17 million programmes have now been downloaded from the BBC iPlayer, disposing of the gap that had opened with the commercial sector during beta trials and Public Value Tests. Julian Clover reports
Commercial operators will complain, sometimes with good cause, that the BBC uses public money to sweep them aside with new programme ideas. The iPlayer is a difficult one to judge because of both the time it spent in beta and the hoops that the BBC Future Media department was required to jump through in order to pass the Public Value Test required by the BBC Trust and Ofcom.
In all this time commercial companies also had the space to establish their own web based on demand platforms. The difference here is that they did and yet still failed to get them into the public consciousness. The possible exception is Sky Anytime, though this is largely restricted to Sky subscribers.
Both ITV and Channel 4 have established platforms and like the BBC have the means to promote them. Two separate business models have been put in place: ITV.com is commercially supported while 4oD requires payment. Unlike the BBC there is not the separation between public and commercial activities even though Channel 4 remains a public corporation.
One senior BBC staff member suggested to me that ITV had not gone far enough with the technical infrastructure that restricts viewing to just a small portion of the computer screen. The BBC iPlayer on the other hand is more than capable of displaying full screen when streaming, which BBC director of BBC Future Media and Technology Ashley Highfield puts down to the significant advances that have taken place in streaming technology over the past 12 months.
The Future Media division has done great work with the iPlayer, and the BBC Trust removed any doubt that this would be a Microsoft-leaning operation, following the recruitment of a number of Mr Softie’s former employees. There is also an arm’s length being put between the publicly funded iPlayer and the commercial activities of BBC Worldwide that includes this week’s tie-up with Apple and the Kangaroo venture with ITV and Channel 4.
Since its launch at Christmas the iPlayer has established itself as a serious distribution platform for BBC content, in turn boosting traffic to bbc.co.uk, helped by excerpts from BBC programmes that have been released to YouTube, Bebo and most recently Yahoo.
But is the BBC in the delivery business? In the mid 1990s the BBC was forced to sell off its radio and transmitter network and this is now the subject of a takeover bid by Arqiva from the present owners National Grid Wireless. It is the BBC’s responsibility to encourage the take-up of new technologies, or at least reduce the digital divide by making services available to the widest possible audiences, though not to do the job of the commercial market even if it can do it better.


## EXERCISE DIRECTIONS
The required answer is each line in the entries below where "this" occurs.

══════

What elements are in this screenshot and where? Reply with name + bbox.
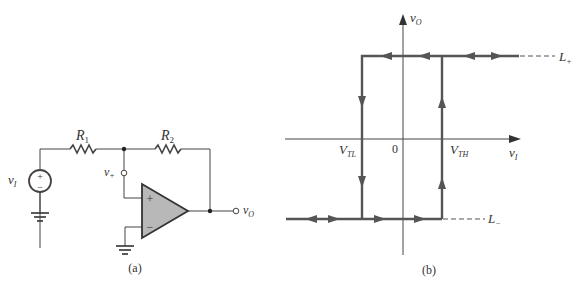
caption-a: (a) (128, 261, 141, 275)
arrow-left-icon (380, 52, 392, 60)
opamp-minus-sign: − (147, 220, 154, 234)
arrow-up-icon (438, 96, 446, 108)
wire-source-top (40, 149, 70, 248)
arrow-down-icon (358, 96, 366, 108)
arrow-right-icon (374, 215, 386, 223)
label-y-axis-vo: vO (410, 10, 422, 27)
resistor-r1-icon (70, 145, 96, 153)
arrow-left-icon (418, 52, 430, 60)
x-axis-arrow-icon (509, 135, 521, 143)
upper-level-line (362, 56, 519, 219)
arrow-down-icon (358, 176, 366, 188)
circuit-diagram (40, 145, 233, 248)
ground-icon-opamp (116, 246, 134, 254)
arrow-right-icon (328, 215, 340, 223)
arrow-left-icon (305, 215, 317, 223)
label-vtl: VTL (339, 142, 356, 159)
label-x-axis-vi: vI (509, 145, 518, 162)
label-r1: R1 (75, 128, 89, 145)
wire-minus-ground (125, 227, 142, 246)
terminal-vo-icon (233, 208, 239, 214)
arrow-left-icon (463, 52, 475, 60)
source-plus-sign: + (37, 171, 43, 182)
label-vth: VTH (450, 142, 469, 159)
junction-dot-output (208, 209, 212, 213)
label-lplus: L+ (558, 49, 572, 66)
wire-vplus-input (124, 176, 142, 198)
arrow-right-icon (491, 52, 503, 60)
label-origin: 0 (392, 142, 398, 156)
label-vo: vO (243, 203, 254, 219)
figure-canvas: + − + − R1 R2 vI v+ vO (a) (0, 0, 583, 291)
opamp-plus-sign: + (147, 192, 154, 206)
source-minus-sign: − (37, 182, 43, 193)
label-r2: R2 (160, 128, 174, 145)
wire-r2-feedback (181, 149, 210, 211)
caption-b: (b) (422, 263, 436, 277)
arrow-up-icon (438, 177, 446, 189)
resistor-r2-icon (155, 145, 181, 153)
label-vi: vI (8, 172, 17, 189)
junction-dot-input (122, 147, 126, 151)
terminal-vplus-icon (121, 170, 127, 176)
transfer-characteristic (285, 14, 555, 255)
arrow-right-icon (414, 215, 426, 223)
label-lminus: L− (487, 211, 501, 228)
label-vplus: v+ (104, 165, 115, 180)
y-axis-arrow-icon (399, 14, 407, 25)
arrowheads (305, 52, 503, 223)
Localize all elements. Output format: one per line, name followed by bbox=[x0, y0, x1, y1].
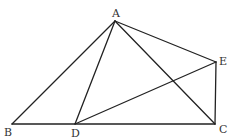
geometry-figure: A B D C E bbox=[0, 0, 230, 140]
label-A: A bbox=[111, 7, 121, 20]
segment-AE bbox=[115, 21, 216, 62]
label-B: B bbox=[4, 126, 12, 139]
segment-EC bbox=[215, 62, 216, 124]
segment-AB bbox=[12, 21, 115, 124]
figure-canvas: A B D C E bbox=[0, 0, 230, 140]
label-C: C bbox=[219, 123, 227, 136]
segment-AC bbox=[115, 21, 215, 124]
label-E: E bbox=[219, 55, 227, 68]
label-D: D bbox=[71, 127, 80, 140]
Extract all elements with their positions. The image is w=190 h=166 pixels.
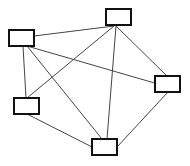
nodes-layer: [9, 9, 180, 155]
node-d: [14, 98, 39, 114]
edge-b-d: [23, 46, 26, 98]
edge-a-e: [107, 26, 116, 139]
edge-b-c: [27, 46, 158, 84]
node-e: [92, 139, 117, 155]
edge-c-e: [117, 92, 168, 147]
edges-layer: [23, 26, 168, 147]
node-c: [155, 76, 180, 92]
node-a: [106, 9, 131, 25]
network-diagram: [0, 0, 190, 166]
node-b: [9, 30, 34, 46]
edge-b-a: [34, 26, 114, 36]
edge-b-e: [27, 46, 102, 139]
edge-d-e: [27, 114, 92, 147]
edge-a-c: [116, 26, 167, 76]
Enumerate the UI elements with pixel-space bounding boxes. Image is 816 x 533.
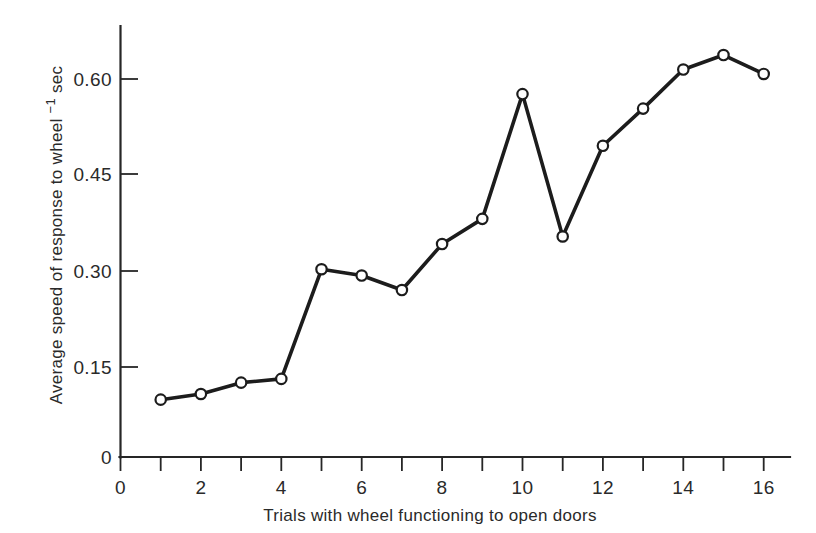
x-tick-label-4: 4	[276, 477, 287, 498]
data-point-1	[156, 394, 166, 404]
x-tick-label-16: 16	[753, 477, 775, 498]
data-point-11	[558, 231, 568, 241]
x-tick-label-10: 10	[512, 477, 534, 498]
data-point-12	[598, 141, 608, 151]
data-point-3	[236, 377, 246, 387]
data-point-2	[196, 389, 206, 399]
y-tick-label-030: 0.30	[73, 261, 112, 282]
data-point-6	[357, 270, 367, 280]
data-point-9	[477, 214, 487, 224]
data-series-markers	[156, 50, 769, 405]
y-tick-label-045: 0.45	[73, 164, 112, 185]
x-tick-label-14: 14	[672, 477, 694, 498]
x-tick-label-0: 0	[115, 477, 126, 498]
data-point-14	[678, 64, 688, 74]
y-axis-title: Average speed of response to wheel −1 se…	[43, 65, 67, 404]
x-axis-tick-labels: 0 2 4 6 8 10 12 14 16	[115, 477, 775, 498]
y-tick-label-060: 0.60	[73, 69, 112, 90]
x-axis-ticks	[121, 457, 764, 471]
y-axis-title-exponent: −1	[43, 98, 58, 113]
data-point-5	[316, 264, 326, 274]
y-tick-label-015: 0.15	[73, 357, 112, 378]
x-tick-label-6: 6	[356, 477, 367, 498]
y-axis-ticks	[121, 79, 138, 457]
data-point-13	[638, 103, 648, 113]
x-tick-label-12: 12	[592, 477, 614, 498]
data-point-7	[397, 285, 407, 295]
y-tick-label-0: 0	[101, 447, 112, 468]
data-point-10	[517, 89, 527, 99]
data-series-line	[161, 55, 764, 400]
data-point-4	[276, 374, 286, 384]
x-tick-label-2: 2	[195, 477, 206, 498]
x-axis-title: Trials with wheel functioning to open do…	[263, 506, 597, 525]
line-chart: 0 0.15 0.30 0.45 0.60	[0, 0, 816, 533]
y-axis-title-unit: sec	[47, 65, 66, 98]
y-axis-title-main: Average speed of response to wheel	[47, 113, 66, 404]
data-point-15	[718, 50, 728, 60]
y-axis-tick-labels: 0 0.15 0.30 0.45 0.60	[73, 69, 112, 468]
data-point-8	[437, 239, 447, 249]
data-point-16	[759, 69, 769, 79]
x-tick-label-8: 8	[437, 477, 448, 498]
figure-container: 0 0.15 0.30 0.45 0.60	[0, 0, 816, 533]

══════

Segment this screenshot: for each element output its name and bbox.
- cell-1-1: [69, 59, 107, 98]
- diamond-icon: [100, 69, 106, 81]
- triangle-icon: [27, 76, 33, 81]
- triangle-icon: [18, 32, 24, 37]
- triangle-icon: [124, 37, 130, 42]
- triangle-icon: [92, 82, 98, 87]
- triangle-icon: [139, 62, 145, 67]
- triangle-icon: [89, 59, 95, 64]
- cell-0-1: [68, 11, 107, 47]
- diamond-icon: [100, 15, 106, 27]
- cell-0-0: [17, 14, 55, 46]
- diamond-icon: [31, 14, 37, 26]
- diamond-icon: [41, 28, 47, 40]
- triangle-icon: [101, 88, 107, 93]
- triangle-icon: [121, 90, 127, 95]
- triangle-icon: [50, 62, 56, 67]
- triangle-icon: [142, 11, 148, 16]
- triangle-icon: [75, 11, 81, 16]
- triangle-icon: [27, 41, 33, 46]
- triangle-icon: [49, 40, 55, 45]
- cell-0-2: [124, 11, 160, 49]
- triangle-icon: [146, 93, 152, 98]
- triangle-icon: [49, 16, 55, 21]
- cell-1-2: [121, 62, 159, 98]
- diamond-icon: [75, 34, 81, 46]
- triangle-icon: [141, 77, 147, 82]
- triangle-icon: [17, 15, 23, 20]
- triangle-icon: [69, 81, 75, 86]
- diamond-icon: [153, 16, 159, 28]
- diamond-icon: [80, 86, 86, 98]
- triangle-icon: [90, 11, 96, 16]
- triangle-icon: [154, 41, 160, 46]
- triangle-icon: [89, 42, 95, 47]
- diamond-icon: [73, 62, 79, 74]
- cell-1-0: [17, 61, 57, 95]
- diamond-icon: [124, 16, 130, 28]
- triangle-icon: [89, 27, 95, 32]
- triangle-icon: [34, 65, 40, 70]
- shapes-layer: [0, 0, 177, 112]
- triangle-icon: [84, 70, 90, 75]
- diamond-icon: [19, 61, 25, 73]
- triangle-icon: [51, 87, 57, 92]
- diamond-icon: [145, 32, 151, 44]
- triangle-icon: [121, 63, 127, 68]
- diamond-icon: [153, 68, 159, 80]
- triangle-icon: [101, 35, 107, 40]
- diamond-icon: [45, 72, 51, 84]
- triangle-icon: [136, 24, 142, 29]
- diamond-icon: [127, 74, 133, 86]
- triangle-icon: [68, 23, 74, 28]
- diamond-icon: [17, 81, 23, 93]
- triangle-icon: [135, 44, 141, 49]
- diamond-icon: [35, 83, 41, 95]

══════

## WORKED SOLUTION
What elements are in this screenshot and where? Reply with name + bbox.
Segment this screenshot: for each element output its name and bbox.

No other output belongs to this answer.